Adding to the issue of cost is distribution. People living in highly rural areas around the world are difficult to reach, as they may not have electricity or telephones. In addition, trying to vaccinate a large population — like that of an entire region or country — requires the help and coordination of thousands of health care workers, which is not an easy task to organize. These distribution challenges are worsened when the country in question has an unstable government or is devastated by war.

To complicate the physical logistics of vaccine equity further, there are numerous social issues unique to each population that also challenge vaccine equity. In non-Western countries, there is often suspicion of foreign or unfamiliar vaccines, which may result in conspiracies that vaccines from the West sterilize or otherwise harm the population. Conspiracies and mistrust mixed together with politics are powerful enough to result in the refusal of vaccination and disbelief of any evidence against the conspiracies. Such was the case with the Nigerian boycott of the polio vaccine in 2003, which resulted primarily from fears of sterilization. These fears stemmed in part from the violent and contradictory relationship between Western medicine and the history of Western colonialism; while medicine itself was meant to help people, it was practiced unequally and unethically. However, it is also important to note that there are other personal, political and religious beliefs that add to the fear of vaccination and challenge vaccine distribution.

So, with all of these challenges, why pursue vaccine equity? It seems that there are endless physical barriers and complex social issues that cannot be easily solved by the efforts of the WHO. While that much is true, it is critical to understand and remember the immense benefits of vaccine equity. Vaccinating everyone in a population prevents deaths, disease and disabilities in all age groups. In fact, between 2011 and 2020, it was estimated that vaccination against measles alone prevented over 14 million deaths worldwide. Vaccination also eradicates diseases, such as smallpox, which greatly reduces risks of infection and death around the globe. However, this only works if most, if not all, people get vaccinated, or else there would be a group of people of which the disease could continue spreading.

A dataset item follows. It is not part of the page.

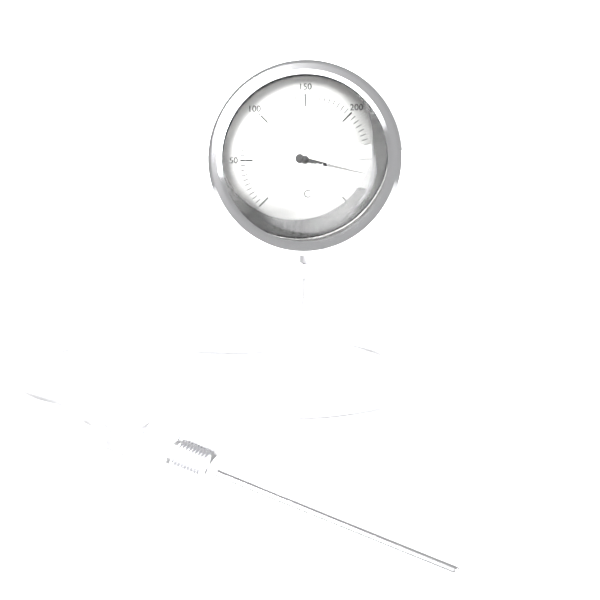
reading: 265 °C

On a more pragmatic note, vaccine equity also provides great economic benefits. Vaccination prevents disease, and therefore saves governments and civilians billions of dollars on hospitalizations, treatment, medication and any other expenses involved in the process. Additionally, when a population has a lower mortality rate and fewer illnesses, its economic productivity increases. Studies have found that for every US dollar that is invested in vaccination, about $16–18 in health care costs are saved, and up to $44 is saved in economic benefits.

Vaccine Equity: Right and Responsibility

Graph illustrating the COVID-19 vaccine rollout gap between high and low income countries. (Image Source: Global Dashboard for Vaccine Equity)

The struggle towards vaccine equity becomes overwhelmingly obvious when we look at the ongoing COVID-19 pandemic. Although vaccines against COVID-19 were developed in record time, only the wealthiest countries have been able to afford to purchase and distribute it to their populations. The WHO stated that 56 countries have been excluded from getting any vaccines due to the issue of cost. To make matters worse, wealthy nations like Canada have failed to deliver on their promise to help donate vaccines. As of October 2021, Canada had only delivered 8% of the 40 million doses it promised. Although as of January 2022 the WHO’s global COVID-19 vaccination effort had delivered one billion doses to poor countries, its pace is not rapid enough and leaves many people still at risk. 

The COVID-19 pandemic is a reminder that vaccine equity is an ongoing struggle, one that is driven by issues of wealth and distribution, alongside social issues. However, it is only through global vaccine equity that we can protect ourselves and our communities; without it, we cannot claim the full benefits of vaccination.